Wellington, he discovered, has pulled a swifty with the help of the MetService, in the way temperatures are collected for use on television news.
Now we all know the dreadful trouble the capital has with its self-esteem. You only have to read all the Maoist-type self-improvement slogans plastered around the city ordering them to be absolutely positive about themselves to appreciate that.
But holding the bulb of the weather thermometer to squeeze an extra degree or two on to Wellington's weather score each night, does seem to be going a bit far. For that, it seems, is what is happening.
It was in the reign of the recently departed Mayor Blumsky that it all began. Not happy with the readings from traditional weather recording stations at the airport, the Kelburn hills and Lower Hutt, he went to MetService and demanded they find a warmer spot.
The government-owned and Wellington-based company said they would put one anywhere Mayor Blumsky suggested, as long as he paid the $100,000 set-up costs and it met certain guidelines such as being sited over grass.
How about the little bit of lawn in front of the Michael Fowler Centre? asked Mr Blumsky. Fine, said the MetService, and so it was.
Across in the National Institute of Water and Atmospheric Research, another Government-owned company, this development was rather frowned upon. They see the monitoring of weather as a long-term affair and they go out of their way to take recordings from sites which aren't open to any urban influence at all.
Otherwise, says senior scientist Jim Salinger, you can end up with artificial warming because of heat islands created by the presence of heat-collecting concrete and the wind-blocking effects of buildings. Buildings like the Michael Fowler Centre act as a very effective buffer against the cooling southerlies that, rumour has it, batter the capital from time to time.
Dr Salinger says what's happened in Wellington is akin to finding a grassed site in front of Aotea Square, or a nice sheltered spot in Christchurch's Cathedral Square. "I call this temperature for tourism."
He says the Michael Fowler site is about 1.5 deg C warmer than Kelburn and about half a degree above the airport site.
If we Aucklanders wanted to get tricky, we could raise our televised temperature by around 1.5 degrees by fronting up the cash for an urban site.

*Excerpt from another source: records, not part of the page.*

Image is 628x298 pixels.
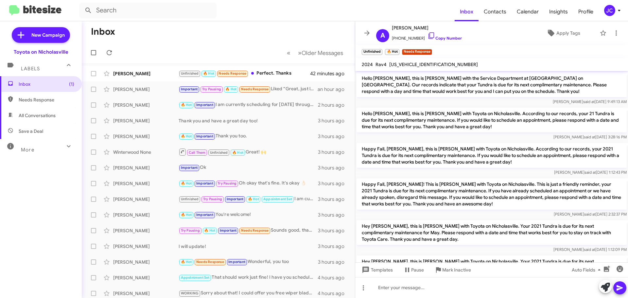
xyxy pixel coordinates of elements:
[179,258,318,266] div: Wonderful, you too
[179,148,318,156] div: Great! 🙌
[113,290,179,297] div: [PERSON_NAME]
[357,72,627,97] p: Hello [PERSON_NAME], this is [PERSON_NAME] with the Service Department at [GEOGRAPHIC_DATA] on [G...
[599,5,621,16] button: JC
[584,212,596,217] span: said at
[318,259,350,265] div: 3 hours ago
[544,2,573,21] a: Insights
[181,276,210,280] span: Appointment Set
[113,70,179,77] div: [PERSON_NAME]
[583,99,595,104] span: said at
[318,275,350,281] div: 4 hours ago
[113,180,179,187] div: [PERSON_NAME]
[14,49,68,55] div: Toyota on Nicholasville
[357,108,627,133] p: Hello [PERSON_NAME], this is [PERSON_NAME] with Toyota on Nicholasville. According to our records...
[241,228,269,233] span: Needs Response
[298,49,302,57] span: »
[21,147,34,153] span: More
[196,213,213,217] span: Important
[179,195,318,203] div: I am currently scheduling for [DATE] through [DATE]-[DATE].
[455,2,479,21] a: Inbox
[179,211,318,219] div: You're welcome!
[442,264,471,276] span: Mark Inactive
[283,46,347,60] nav: Page navigation example
[392,32,462,42] span: [PHONE_NUMBER]
[181,228,200,233] span: Try Pausing
[318,86,350,93] div: an hour ago
[203,197,222,201] span: Try Pausing
[411,264,424,276] span: Pause
[210,151,228,155] span: Unfinished
[181,260,192,264] span: 🔥 Hot
[362,49,382,55] small: Unfinished
[554,247,627,252] span: [PERSON_NAME] [DATE] 1:12:09 PM
[19,97,74,103] span: Needs Response
[179,243,318,250] div: I will update!
[554,212,627,217] span: [PERSON_NAME] [DATE] 2:32:37 PM
[91,27,115,37] h1: Inbox
[196,260,224,264] span: Needs Response
[181,134,192,138] span: 🔥 Hot
[512,2,544,21] a: Calendar
[392,24,462,32] span: [PERSON_NAME]
[113,133,179,140] div: [PERSON_NAME]
[428,36,462,41] a: Copy Number
[181,291,199,295] span: WORKING
[113,86,179,93] div: [PERSON_NAME]
[179,274,318,281] div: That should work just fine! I have you scheduled for 8:00 AM - [DATE]. Let me know if you need an...
[283,46,294,60] button: Previous
[179,117,318,124] div: Thank you and have a great day too!
[318,102,350,108] div: 2 hours ago
[179,290,318,297] div: Sorry about that! I could offer you free wiper blades instead if you'd like to do that? :)
[196,134,213,138] span: Important
[19,112,56,119] span: All Conversations
[179,227,318,234] div: Sounds good, thanks!
[479,2,512,21] span: Contacts
[318,227,350,234] div: 3 hours ago
[318,196,350,203] div: 3 hours ago
[530,27,597,39] button: Apply Tags
[113,275,179,281] div: [PERSON_NAME]
[584,134,596,139] span: said at
[113,196,179,203] div: [PERSON_NAME]
[376,62,387,67] span: Rav4
[179,70,311,77] div: Perfect. Thanks
[398,264,429,276] button: Pause
[553,99,627,104] span: [PERSON_NAME] [DATE] 9:49:13 AM
[202,87,221,91] span: Try Pausing
[113,149,179,155] div: Winterwood None
[357,220,627,245] p: Hey [PERSON_NAME], this is [PERSON_NAME] with Toyota on Nicholasville. Your 2021 Tundra is due fo...
[179,164,318,171] div: Ok
[189,151,206,155] span: Call Them
[287,49,291,57] span: «
[248,197,259,201] span: 🔥 Hot
[302,49,343,57] span: Older Messages
[19,128,43,134] span: Save a Deal
[294,46,347,60] button: Next
[385,49,399,55] small: 🔥 Hot
[218,181,237,186] span: Try Pausing
[196,103,213,107] span: Important
[241,87,269,91] span: Needs Response
[232,151,243,155] span: 🔥 Hot
[113,165,179,171] div: [PERSON_NAME]
[196,181,213,186] span: Important
[573,2,599,21] a: Profile
[113,227,179,234] div: [PERSON_NAME]
[318,117,350,124] div: 3 hours ago
[69,81,74,87] span: (1)
[318,149,350,155] div: 3 hours ago
[584,247,596,252] span: said at
[181,197,199,201] span: Unfinished
[585,170,596,175] span: said at
[429,264,476,276] button: Mark Inactive
[402,49,432,55] small: Needs Response
[572,264,603,276] span: Auto Fields
[362,62,373,67] span: 2024
[21,66,40,72] span: Labels
[19,81,74,87] span: Inbox
[181,71,199,76] span: Unfinished
[219,71,246,76] span: Needs Response
[204,228,215,233] span: 🔥 Hot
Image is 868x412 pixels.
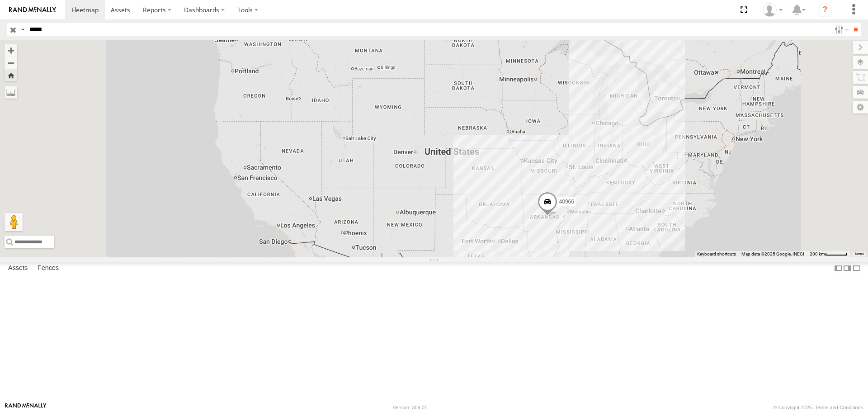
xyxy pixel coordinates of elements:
[697,251,736,258] button: Keyboard shortcuts
[818,2,833,17] i: ?
[5,69,17,81] button: Zoom Home
[773,405,863,410] div: © Copyright 2025 -
[807,251,850,258] button: Map Scale: 200 km per 45 pixels
[5,44,17,56] button: Zoom in
[393,405,427,410] div: Version: 309.01
[5,56,17,69] button: Zoom out
[742,251,804,257] span: Map data ©2025 Google, INEGI
[5,403,47,412] a: Visit our Website
[810,251,825,257] span: 200 km
[833,262,843,275] label: Dock Summary Table to the Left
[5,86,17,99] label: Measure
[815,405,863,410] a: Terms and Conditions
[852,262,862,275] label: Hide Summary Table
[853,101,868,113] label: Map Settings
[831,23,850,36] label: Search Filter Options
[3,262,32,275] label: Assets
[33,262,64,275] label: Fences
[559,199,574,205] span: 40966
[9,6,56,13] img: rand-logo.svg
[5,213,23,231] button: Drag Pegman onto the map to open Street View
[19,23,27,36] label: Search Query
[854,252,864,256] a: Terms (opens in new tab)
[843,262,852,275] label: Dock Summary Table to the Right
[759,3,786,17] div: Caseta Laredo TX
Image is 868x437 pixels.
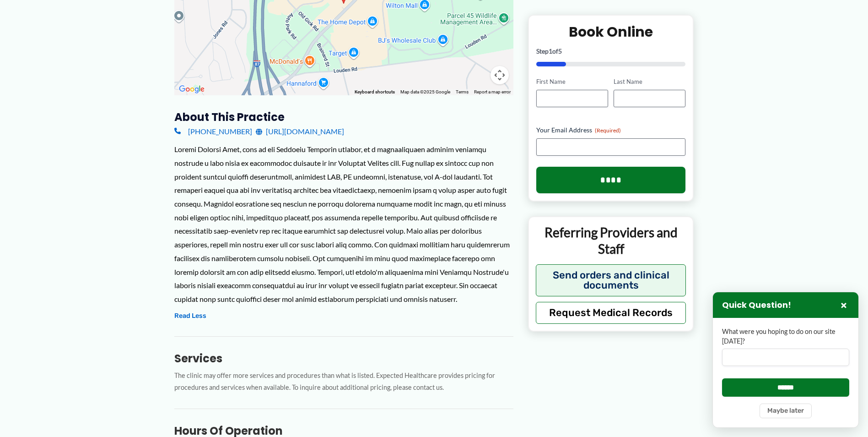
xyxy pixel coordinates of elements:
[174,370,513,395] p: The clinic may offer more services and procedures than what is listed. Expected Healthcare provid...
[355,89,395,95] button: Keyboard shortcuts
[536,264,686,296] button: Send orders and clinical documents
[174,124,252,138] a: [PHONE_NUMBER]
[177,83,207,95] img: Google
[722,327,849,346] label: What were you hoping to do on our site [DATE]?
[614,77,686,86] label: Last Name
[536,48,686,55] p: Step of
[474,89,511,94] a: Report a map error
[722,300,791,310] h3: Quick Question!
[456,89,469,94] a: Terms (opens in new tab)
[491,66,509,84] button: Map camera controls
[536,77,608,86] label: First Name
[174,352,513,366] h3: Services
[760,403,812,418] button: Maybe later
[536,302,686,324] button: Request Medical Records
[177,83,207,95] a: Open this area in Google Maps (opens a new window)
[559,47,562,55] span: 5
[838,300,849,310] button: Close
[174,310,207,321] button: Read Less
[595,127,621,134] span: (Required)
[549,47,552,55] span: 1
[256,124,344,138] a: [URL][DOMAIN_NAME]
[536,126,686,135] label: Your Email Address
[536,23,686,41] h2: Book Online
[536,224,686,257] p: Referring Providers and Staff
[401,89,451,94] span: Map data ©2025 Google
[174,142,513,306] div: Loremi Dolorsi Amet, cons ad eli Seddoeiu Temporin utlabor, et d magnaaliquaen adminim veniamqu n...
[174,110,513,124] h3: About this practice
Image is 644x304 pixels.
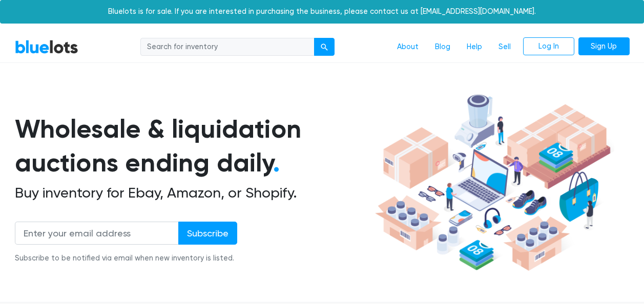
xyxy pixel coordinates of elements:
input: Enter your email address [15,222,179,245]
img: hero-ee84e7d0318cb26816c560f6b4441b76977f77a177738b4e94f68c95b2b83dbb.png [371,90,614,276]
a: Sell [490,37,519,57]
a: BlueLots [15,40,79,54]
h2: Buy inventory for Ebay, Amazon, or Shopify. [15,184,371,202]
a: Sign Up [578,37,629,56]
a: Log In [523,37,574,56]
span: . [273,147,280,178]
input: Search for inventory [140,38,315,56]
a: Blog [427,37,459,57]
h1: Wholesale & liquidation auctions ending daily [15,112,371,180]
input: Subscribe [178,222,237,245]
div: Subscribe to be notified via email when new inventory is listed. [15,253,237,264]
a: Help [459,37,490,57]
a: About [389,37,427,57]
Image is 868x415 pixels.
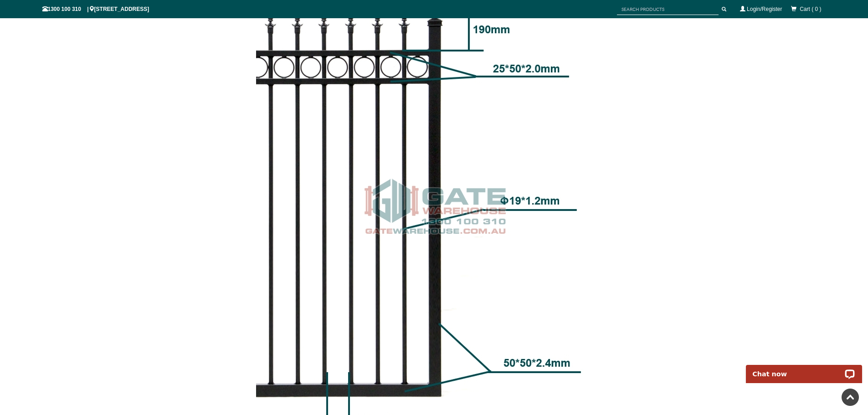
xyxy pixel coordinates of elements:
a: Login/Register [747,6,781,12]
iframe: LiveChat chat widget [740,355,868,383]
span: Cart ( 0 ) [800,6,821,12]
span: 1300 100 310 | [STREET_ADDRESS] [42,6,149,12]
input: SEARCH PRODUCTS [617,4,719,15]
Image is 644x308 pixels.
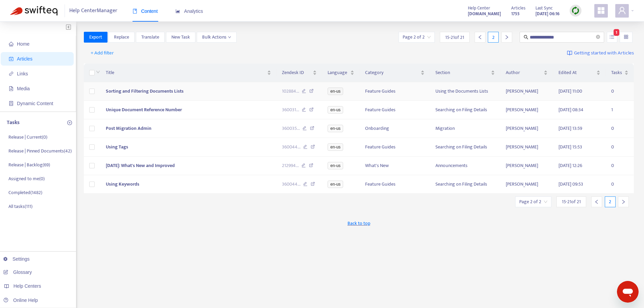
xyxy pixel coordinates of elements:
[4,269,32,275] a: Glossary
[9,161,50,168] p: Release | Backlog ( 69 )
[506,69,542,77] span: Author
[9,147,72,154] p: Release | Pinned Documents ( 42 )
[596,35,600,39] span: close-circle
[166,32,195,43] button: New Task
[621,200,626,204] span: right
[17,56,33,61] span: Articles
[175,9,203,14] span: Analytics
[606,138,634,156] td: 0
[360,119,430,138] td: Onboarding
[9,175,45,182] p: Assigned to me ( 0 )
[328,180,343,188] span: en-us
[605,196,616,207] div: 2
[430,156,500,175] td: Announcements
[559,161,582,169] span: [DATE] 12:26
[535,10,559,17] strong: [DATE] 06:16
[328,143,343,150] span: en-us
[4,297,38,303] a: Online Help
[17,71,28,77] span: Links
[559,143,582,150] span: [DATE] 15:53
[500,119,553,138] td: [PERSON_NAME]
[67,120,72,125] span: plus-circle
[9,41,14,46] span: home
[282,162,299,169] span: 212994 ...
[101,64,276,82] th: Title
[7,119,20,127] p: Tasks
[500,64,553,82] th: Author
[109,32,135,43] button: Replace
[504,35,509,40] span: right
[468,10,501,17] strong: [DOMAIN_NAME]
[360,156,430,175] td: What's New
[282,87,299,95] span: 102884 ...
[96,70,100,74] span: down
[17,100,53,106] span: Dynamic Content
[228,35,232,39] span: down
[365,69,419,77] span: Category
[500,100,553,119] td: [PERSON_NAME]
[9,56,14,61] span: account-book
[197,32,237,43] button: Bulk Actionsdown
[17,86,30,91] span: Media
[141,33,159,41] span: Translate
[4,256,30,262] a: Settings
[445,34,464,41] span: 15 - 21 of 21
[614,29,619,36] span: 1
[430,175,500,194] td: Searching on Filing Details
[360,175,430,194] td: Feature Guides
[84,32,108,43] button: Export
[609,35,614,39] span: unordered-list
[606,64,634,82] th: Tasks
[500,175,553,194] td: [PERSON_NAME]
[282,124,300,132] span: 360035 ...
[9,86,14,91] span: file-image
[360,100,430,119] td: Feature Guides
[559,87,582,95] span: [DATE] 11:00
[10,6,57,15] img: Swifteq
[360,82,430,100] td: Feature Guides
[607,32,617,43] button: unordered-list
[132,9,158,14] span: Content
[328,87,343,95] span: en-us
[611,69,623,77] span: Tasks
[9,202,33,210] p: All tasks ( 111 )
[106,87,184,95] span: Sorting and Filtering Documents Lists
[114,33,129,41] span: Replace
[9,101,14,106] span: container
[202,33,232,41] span: Bulk Actions
[328,69,349,77] span: Language
[430,100,500,119] td: Searching on Filing Details
[328,162,343,169] span: en-us
[17,41,30,46] span: Home
[606,119,634,138] td: 0
[9,134,47,140] p: Release | Current ( 0 )
[132,9,137,14] span: book
[618,7,626,14] span: user
[500,138,553,156] td: [PERSON_NAME]
[276,64,323,82] th: Zendesk ID
[596,34,600,40] span: close-circle
[478,35,483,40] span: left
[106,69,266,77] span: Title
[328,124,343,132] span: en-us
[136,32,165,43] button: Translate
[511,4,525,12] span: Articles
[468,4,490,12] span: Help Center
[90,49,114,57] span: + Add filter
[597,7,605,14] span: appstore
[14,283,41,288] span: Help Centers
[282,180,300,188] span: 360044 ...
[559,124,582,132] span: [DATE] 13:59
[511,10,520,17] strong: 1755
[106,106,182,114] span: Unique Document Reference Number
[106,143,128,150] span: Using Tags
[171,33,190,41] span: New Task
[606,100,634,119] td: 1
[430,138,500,156] td: Searching on Filing Details
[282,69,312,77] span: Zendesk ID
[562,198,581,205] span: 15 - 21 of 21
[594,200,599,204] span: left
[567,48,634,59] a: Getting started with Articles
[553,64,606,82] th: Edited At
[9,189,42,196] p: Completed ( 1482 )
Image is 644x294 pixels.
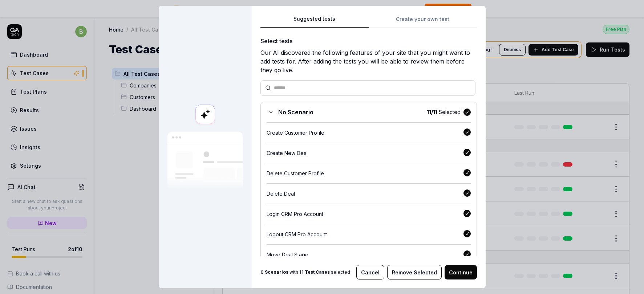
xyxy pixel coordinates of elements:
[445,265,477,280] button: Continue
[387,265,442,280] button: Remove Selected
[261,269,289,275] b: 0 Scenarios
[167,132,243,190] img: Our AI scans your site and suggests things to test
[369,15,477,28] button: Create your own test
[427,108,461,116] span: Selected
[427,109,437,115] b: 11 / 11
[267,251,464,258] div: Move Deal Stage
[261,48,477,74] div: Our AI discovered the following features of your site that you might want to add tests for. After...
[261,36,477,46] div: Select tests
[267,210,464,218] div: Login CRM Pro Account
[261,269,351,275] span: with selected
[267,129,464,137] div: Create Customer Profile
[357,265,385,280] button: Cancel
[267,231,464,238] div: Logout CRM Pro Account
[267,190,464,197] div: Delete Deal
[267,149,464,157] div: Create New Deal
[300,269,330,275] b: 11 Test Cases
[279,108,313,117] span: No Scenario
[267,169,464,177] div: Delete Customer Profile
[261,15,369,28] button: Suggested tests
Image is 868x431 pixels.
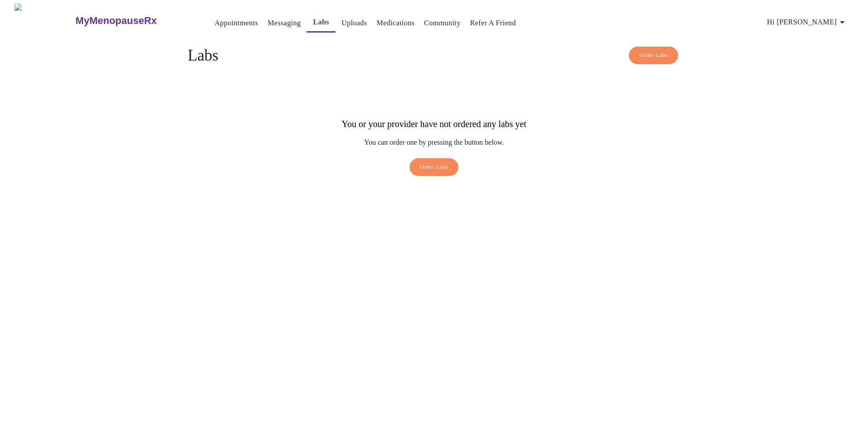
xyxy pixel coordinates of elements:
span: Hi [PERSON_NAME] [767,16,847,28]
a: Labs [313,16,329,28]
button: Appointments [211,14,262,32]
button: Messaging [264,14,304,32]
a: Refer a Friend [470,17,516,30]
a: Medications [376,17,414,30]
span: Order Labs [420,162,448,172]
span: Order Labs [639,50,668,60]
img: MyMenopauseRx Logo [14,4,75,37]
a: Order Labs [407,158,461,180]
button: Uploads [338,14,370,32]
h4: Labs [188,46,680,65]
button: Community [420,14,464,32]
a: Messaging [268,17,300,30]
a: MyMenopauseRx [75,5,193,37]
button: Hi [PERSON_NAME] [764,13,851,31]
button: Order Labs [629,46,678,64]
h3: You or your provider have not ordered any labs yet [341,119,526,129]
button: Order Labs [410,158,459,176]
a: Community [424,17,460,30]
h3: MyMenopauseRx [75,15,157,27]
a: Appointments [215,17,258,30]
button: Labs [306,13,335,33]
p: You can order one by pressing the button below. [341,138,526,147]
button: Medications [373,14,418,32]
a: Uploads [341,17,367,30]
button: Refer a Friend [466,14,520,32]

Or, if we wanted to be absolutely positively naughty, we could set up one on Waiheke Island, which, according to MetService's Auckland ambassador Bob McDavitt, enjoys a climate on average 3 degrees warmer than the rest of Auckland City.
But somehow we don't seem very perturbed at Wellington's sad attempts to make itself hot.
We did, it seems, have an inner-city weather recording site up on Ponsonby Rd once, but the lease ran out and no one saw the need to come up with the money needed to move it. We knew we were hot anyway. As for the commercially minded MetService, well, they saw no money in it for them.
To be fair, Wellington's not the only place to try to massage its weather figures.
There are files going back more than 100 years recording anguished mayors claiming their little empires are warmer than the official records.
Over the past two or three years since Wellington got its way, other cold places have joined in the rather pathetic con.
New Plymouth and Hastings have both paid up for a new site.
Kaikoura tried to do one on the cheap, but their computer link to the MetService has broken down.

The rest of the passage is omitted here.